Although Australia is doing well in many aspects of managing technological innovation, and it is crucial to avoid stifling innovation, “our current governance frameworks are struggling to keep up with the pace of innovation and change”, she says.
“We are seeing technology having positive and negative impacts on our society, our economy and our security. Many of these are unintended, such as social media, designed to connect friends, now breeding disinformation that has the potential to undermine democracies.
“But our future does not need to be a digital dystopia … We have a say in how this story unfolds; but we need to think much more intentionally about the impact of technology on the things that matter to us.”
Well-designed policy “drives economic growth, protects our national security and promotes the rights of individuals” she says.
Covid-19 check-in apps are a case in point. “If the app is easy to use, people are more likely to use it. If people have confidence that the data will only be used for the stated purpose – public health, not criminal investigations – more people will use it. Then we’re more likely to get accurate data when it comes to contact tracing. And that will impact the length of the lockdowns.”
She defines the challenge simply: “How do we move beyond taking the technology that is served up to us, to using policy as a tool to shape the technology that we want and need?”
Weaver says the first thing is a change in mindset, to “stop thinking about technology as one discrete piece of technology and to start thinking about how that piece of technology fits in the bigger picture … the impact that technology is having or could have on our systems of government, our society, our economy, our security.”
Most recently Weaver was Australia’s chief cyber negotiator at the UN, where there is spirited debate over how to maintain peace and avoid new technologies triggering conflict.
“Every country in the world is grappling with the impact that rapidly evolving technologies are having,” she says.

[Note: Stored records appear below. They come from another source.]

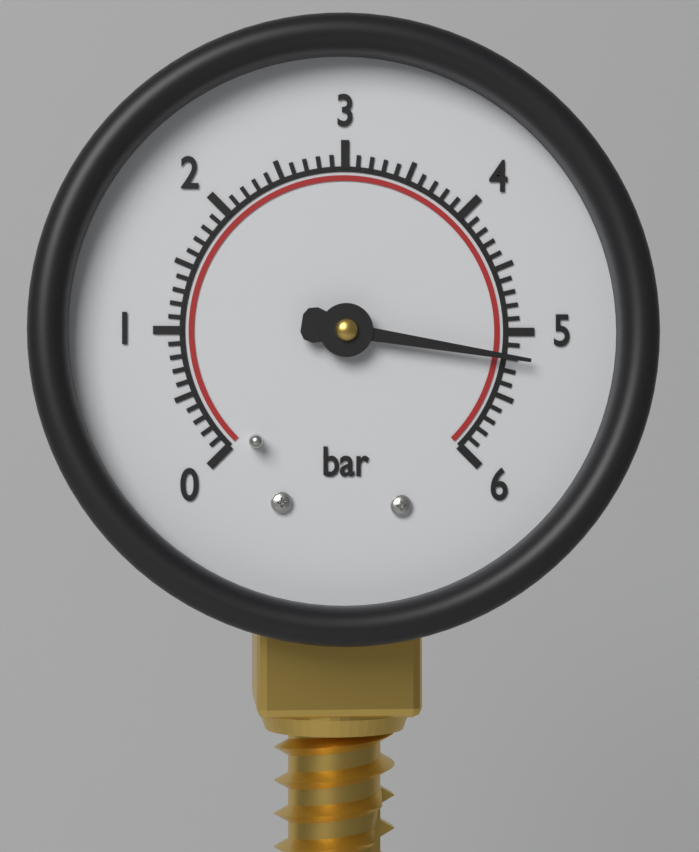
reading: 5.2 bar
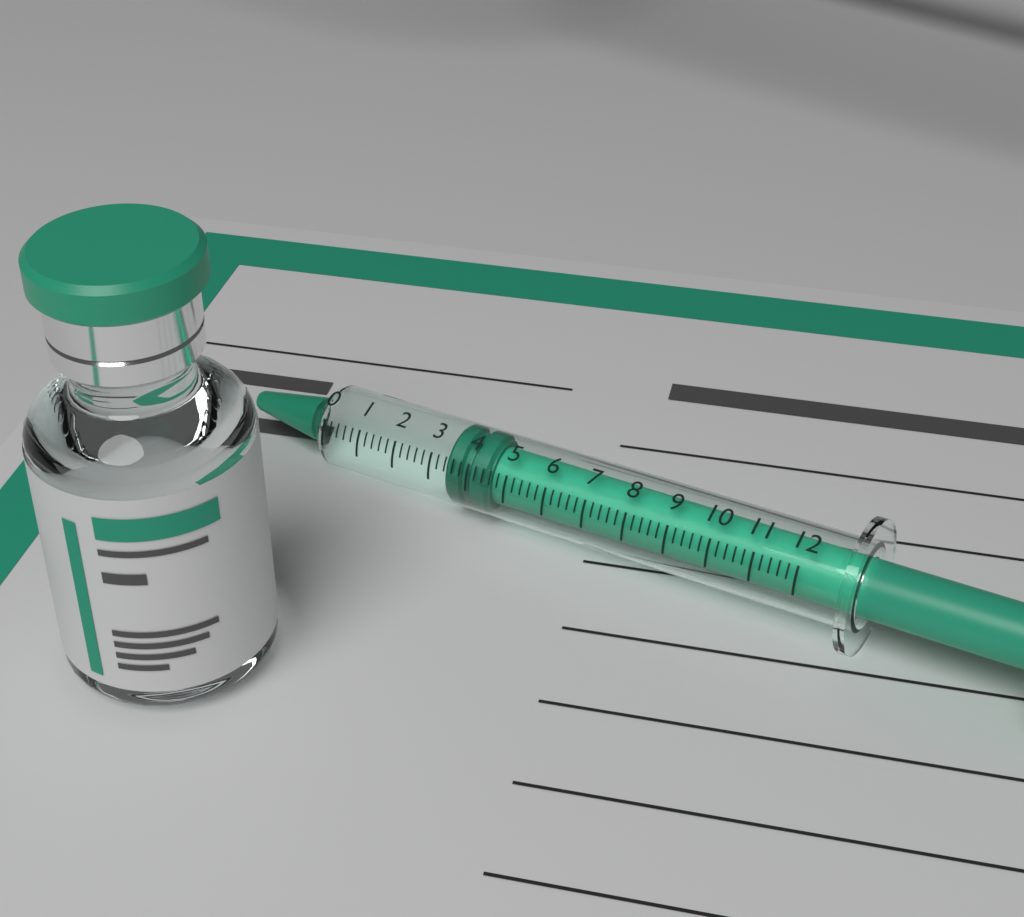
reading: 3.4 (no unit)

The centre will embark on projects involving industry, as the drivers of innovation; government, which speaks for the people and steers governance; and academics, because “often the deep knowledge and long-term research” resides with them and groups such as people with disabilities and those from culturally and linguistically diverse communities.
There will be a “futures” project to define scenarios for how the technology ecosystem might evolve, and what governance would be needed in each case; and a stocktake of the attempts that have been made to regulate the big technology companies, how effective they have been and how they could be improved.
There also will be a survey of attitudes to technology among the public.
“What do people want from technology and how do they see the role of governance in shaping technology?” Weaver asks.